Trying to figure out the likely coutcomes in Daniel Deronda

The ever more odious Grandcourt now is scheming to get back into the good graces of Gwendolen - OK on the one hand he recognizes, I think, that she has no money or title to bring to him, so perhaps his love for her is genuine, and perhaps the whole mysterious back story - that he had a relationship with and children by another woman whom he has refused to marry - may be a false - but why is he so unlikable, kind of a dolt and very nasty to his right-hand-man Mr. Lush?

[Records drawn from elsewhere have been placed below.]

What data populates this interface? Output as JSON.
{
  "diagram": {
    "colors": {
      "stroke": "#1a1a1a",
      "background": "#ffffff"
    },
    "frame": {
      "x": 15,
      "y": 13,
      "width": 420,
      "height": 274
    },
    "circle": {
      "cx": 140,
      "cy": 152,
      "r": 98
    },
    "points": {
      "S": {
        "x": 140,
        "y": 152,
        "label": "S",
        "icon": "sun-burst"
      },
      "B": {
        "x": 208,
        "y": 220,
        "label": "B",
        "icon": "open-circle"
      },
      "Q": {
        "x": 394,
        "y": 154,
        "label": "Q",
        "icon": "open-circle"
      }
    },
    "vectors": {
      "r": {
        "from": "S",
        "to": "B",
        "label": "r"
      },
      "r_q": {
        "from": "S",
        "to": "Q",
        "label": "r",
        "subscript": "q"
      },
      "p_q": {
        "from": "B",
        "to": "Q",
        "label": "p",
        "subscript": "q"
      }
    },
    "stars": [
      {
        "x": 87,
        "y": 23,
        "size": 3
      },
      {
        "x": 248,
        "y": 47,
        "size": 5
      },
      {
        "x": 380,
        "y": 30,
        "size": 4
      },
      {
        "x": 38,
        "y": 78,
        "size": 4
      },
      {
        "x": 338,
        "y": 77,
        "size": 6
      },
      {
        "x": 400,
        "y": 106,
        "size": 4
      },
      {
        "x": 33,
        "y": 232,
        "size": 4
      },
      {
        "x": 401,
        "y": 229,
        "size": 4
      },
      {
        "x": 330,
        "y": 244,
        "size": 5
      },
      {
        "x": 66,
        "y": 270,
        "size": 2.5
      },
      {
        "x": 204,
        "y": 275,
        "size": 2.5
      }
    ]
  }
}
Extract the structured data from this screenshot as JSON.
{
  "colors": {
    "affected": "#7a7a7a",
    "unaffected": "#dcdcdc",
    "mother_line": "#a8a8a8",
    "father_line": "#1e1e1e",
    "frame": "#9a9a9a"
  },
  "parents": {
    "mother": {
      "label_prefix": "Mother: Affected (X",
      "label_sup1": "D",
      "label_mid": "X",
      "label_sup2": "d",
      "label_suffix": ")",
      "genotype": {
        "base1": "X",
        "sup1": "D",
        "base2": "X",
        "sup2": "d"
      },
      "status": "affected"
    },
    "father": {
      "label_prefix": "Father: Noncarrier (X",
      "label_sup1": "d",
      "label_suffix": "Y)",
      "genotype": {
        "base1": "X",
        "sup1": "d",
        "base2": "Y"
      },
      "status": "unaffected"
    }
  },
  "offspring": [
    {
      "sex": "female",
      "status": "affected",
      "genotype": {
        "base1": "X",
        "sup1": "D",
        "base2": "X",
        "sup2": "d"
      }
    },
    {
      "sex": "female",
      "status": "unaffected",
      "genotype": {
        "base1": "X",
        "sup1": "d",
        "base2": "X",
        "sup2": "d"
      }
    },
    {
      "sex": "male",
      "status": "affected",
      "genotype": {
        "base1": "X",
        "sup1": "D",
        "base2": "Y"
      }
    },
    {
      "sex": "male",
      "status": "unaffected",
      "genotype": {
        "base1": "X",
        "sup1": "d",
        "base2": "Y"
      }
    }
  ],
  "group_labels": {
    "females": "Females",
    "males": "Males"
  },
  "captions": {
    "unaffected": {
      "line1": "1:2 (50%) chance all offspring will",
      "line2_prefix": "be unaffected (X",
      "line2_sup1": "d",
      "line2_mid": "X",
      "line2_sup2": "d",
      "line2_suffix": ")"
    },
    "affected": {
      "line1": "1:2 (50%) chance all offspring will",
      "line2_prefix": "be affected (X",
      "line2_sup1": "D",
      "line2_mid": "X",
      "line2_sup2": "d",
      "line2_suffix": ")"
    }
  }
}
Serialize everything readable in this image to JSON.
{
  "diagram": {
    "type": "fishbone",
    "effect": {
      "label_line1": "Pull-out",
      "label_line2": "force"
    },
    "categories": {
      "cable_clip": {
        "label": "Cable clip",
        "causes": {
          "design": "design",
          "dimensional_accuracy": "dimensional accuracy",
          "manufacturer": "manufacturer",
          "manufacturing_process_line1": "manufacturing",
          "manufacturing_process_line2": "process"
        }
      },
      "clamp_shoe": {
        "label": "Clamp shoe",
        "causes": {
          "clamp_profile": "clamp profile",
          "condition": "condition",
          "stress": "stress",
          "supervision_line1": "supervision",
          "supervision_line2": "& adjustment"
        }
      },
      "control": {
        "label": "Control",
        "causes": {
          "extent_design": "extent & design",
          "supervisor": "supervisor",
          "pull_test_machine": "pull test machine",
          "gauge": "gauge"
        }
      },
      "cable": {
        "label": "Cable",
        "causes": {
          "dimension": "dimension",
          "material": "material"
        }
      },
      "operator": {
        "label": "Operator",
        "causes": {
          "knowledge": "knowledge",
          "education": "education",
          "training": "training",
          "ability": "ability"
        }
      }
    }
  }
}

Is his desire for Gwendolen something only stirred by an incipient rivalry w/ another suitor - Deronda - spurred only by the desire to get what someone else wants? In a more conventional comedy of manners, the truth would all come out, we'd learn that Grandcourt is a good man who whose chances for happiness in marriage were (nearly) ruined by the scheming servant, Mr. Lush, and he would prove himself to Gwendolen and marry her and lift her and her family out of (near) poverty. Yet Eliot's is not a conventional novel: I suspect the Grandcourt is as shallow and narcissistic as he seems, that Gwendolen is making a series of terrible mistake and decisions, and that even the sympathetic, eponymous Deronda - who really, about 1/3 way through the novel, is pretty much a secondary character - will prove to be not right for Gwendolen, either not good enough for her or too good: the sub-plot of the Jewess rescued from drowning will have to play a role. Can she possibly be a serious love interest for Deronda? Or would that be too scandalous? In other words - to Eliot's credit - I have no idea who will end up with whom, and whether the assortment of couples at the end will be conventionally comic or much more wry, foreboding, and dark - and I suspect, knowing Eliot's sharp (and sometimes even impenetrable) wit and intelligence, the latter, more unconventional outcome.